If we can thank Donald Trump and Hillary Clinton for one thing, it might be that they may have put an end to the Al Smith Dinner — at least the every-four-year component of the dinner that invites presidential candidates for a night of “good-natured” fun. This year wasn’t fun or good-natured. One candidate was brutish and boorish and the other had stale jokes and a delivery style as dry as the expensive chardonnay at every table.

A little context: Al Smith was the first Catholic to run for president in 1928 and lost in large part due to rampant anti-Catholic sentiment that suggested, if elected, Smith would have the pope over to the White House to impose rule on all of America. Upon his election defeat, Smith, a man of great humor, quipped to an aide, “Tell the pope to unpack.”

We Catholics have come a long way — maybe too far.

For decades, the Al Smith Foundation, in conjunction with the archbishop of New York, has held a white tie and tails gala for a bunch of heavy hitters in the hardest hitting city on the planet. The purpose? To raise money for the Archdiocese of New York’s work with the poor. This year’s dinner raised $6 million in one night. We should all pray for the continued success of this great event and be thankful it produces so much support for people in need.

But it’s time for the-every-four-year anachronism of the Al Smith Dinner inviting presidential candidates to go the way of the Dodo. We’re on the other side of the looking glass now. Once upon a time, the Republican and Democratic presidential candidates gathered at the Al Smith Dinner, put their animosities aside and each took a turn at the podium to tease, roast and make jokes at the other candidate’s expense.

For decades, the differences between Republicans and Democrats at the Al Smith Dinner were almost entirely political, not cultural. Al Smith might have had one idea about how to help grow an economy and Herbert Hoover another, but neither would have disagreed on the concept that a child growing in her mother’s womb was anything other than a child growing in her mother’s womb.

Cardinal Dolan, good man that he is, has gotten flak recently because people are upset that as one party has grafted the “right” to abortion-on-demand into its political DNA, while the other party has nominated a person who has mangled the sixth commandment like it was the U.S. Tax Code. It is unseemly for either to be “honored” at the dinner. Cardinal Dolan’s response has always been that, if he required only saints to attend, the Al Smith Dinner would play to an empty room.

True enough. Jesus caught a lot of flak for associating with less than reputable first-century Galileans. But Jesus never had a neutral meeting with anyone he broke bread with or met on the street or at a well. I think it comes down to comfort — we all want it. The woman at the well just wanted to get a pitcher of water. The tax collector just wanted to do his job and be left alone and the adulteress only wanted to not get stoned by an angry mob.

There are no free lunches (or dinners) when it comes to Jesus. He knows more about the woman at the watering hole than she is comfortable with and is left to ponder a well that will never run dry. The tax collector is so transformed by his encounter with Jesus that he leaves his profession to become an apostle. And the adulteress is saved from the mob and not condemned by Jesus, though he is pretty clear on his instruction to her before he lets her completely off the hook.

Under the auspicious of cordiality and respect, the presidential contenders — one an absolutist on abortion and the other a self-proclaimed and unapologetic (fill in the blank) — were granted a sense of validation and justification. They probably — and this is conjecture on my part — climbed back into their limousines thinking it was a nice evening with these maladjusted medieval types. To his great credit, Cardinal Dolan did not let the evening pass without championing the Church’s position on protection for the unborn and care for the stranger.

Feting presidential candidates of either party increasingly requires Catholics to perform logical, theological and philosophical head stands. Cardinal Dolan’s predecessor Cardinal John O’Connor may have been feeling that as well when he suspended the presidential candidate component of the Al Smith Dinner in 1996 and 2004.

In recent years, the Church has engaged those who adamantly wander from sound Catholic moral teaching, like the two guest speakers at this year’s Al Smith Dinner, with mixed results. We are on the cusp of two consecutive Catholic vice presidents who are steadfast and unwavering in their support of abortion at any time.

So continue to pray for all politicians and public servants, regardless of their stripes, but, as far as the Al Smith Dinner goes, maybe an act of omission is called for and, four years hence, why not leave the next presidential candidates off the guest list.

Robert Brennan has been a professional writer for more than 30 years, including many years in the television industry.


### YOUR OBJECTIVE
Word for word, copy the records and drop the pictures.
------ PROVIDED INFORMATION ------
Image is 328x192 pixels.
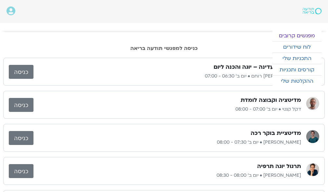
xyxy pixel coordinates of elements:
a: קורסים ותכניות [272,64,322,75]
p: [PERSON_NAME] • יום ב׳ 08:00 - 08:30 [33,172,301,180]
h3: תרגול יוגה תרפיה [257,163,301,171]
p: [PERSON_NAME] • יום ב׳ 07:30 - 08:00 [33,139,301,147]
a: כניסה [9,131,33,145]
p: [PERSON_NAME] רוחם • יום ב׳ 06:30 - 07:00 [33,72,301,80]
img: יעל אלנברג [306,164,319,177]
img: דקל קנטי [306,97,319,110]
p: דקל קנטי • יום ב׳ 07:00 - 08:00 [33,106,301,113]
img: אורי דאובר [306,130,319,143]
a: כניסה [9,98,33,112]
h3: מדיטציית בוקר רכה [251,130,301,138]
a: כניסה [9,165,33,178]
a: מפגשים קרובים [272,30,322,41]
h2: כניסה למפגשי תודעה בריאה [3,46,325,51]
a: לוח שידורים [272,42,322,53]
a: ההקלטות שלי [272,76,322,87]
h3: התעוררות עדינה – יוגה והכנה ליום [214,63,301,71]
a: התכניות שלי [272,53,322,64]
a: כניסה [9,65,33,79]
h3: מדיטציה וקבוצה לומדת [241,97,301,104]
------
### THE ANSWER
Image is 328x192 pixels.
xyxy pixel coordinates of elements:
a: קורסים ותכניות [272,64,322,75]
p: [PERSON_NAME] • יום ב׳ 08:00 - 08:30 [33,172,301,180]
h3: תרגול יוגה תרפיה [257,163,301,171]
p: [PERSON_NAME] • יום ב׳ 07:30 - 08:00 [33,139,301,147]
a: כניסה [9,131,33,145]
p: [PERSON_NAME] רוחם • יום ב׳ 06:30 - 07:00 [33,72,301,80]
img: יעל אלנברג [306,164,319,177]
img: דקל קנטי [306,97,319,110]
p: דקל קנטי • יום ב׳ 07:00 - 08:00 [33,106,301,113]
img: אורי דאובר [306,130,319,143]
a: כניסה [9,98,33,112]
h3: מדיטציית בוקר רכה [251,130,301,138]
a: כניסה [9,165,33,178]
a: מפגשים קרובים [272,30,322,41]
h2: כניסה למפגשי תודעה בריאה [3,46,325,51]
a: לוח שידורים [272,42,322,53]
a: ההקלטות שלי [272,76,322,87]
h3: התעוררות עדינה – יוגה והכנה ליום [214,63,301,71]
a: התכניות שלי [272,53,322,64]
a: כניסה [9,65,33,79]
h3: מדיטציה וקבוצה לומדת [241,97,301,104]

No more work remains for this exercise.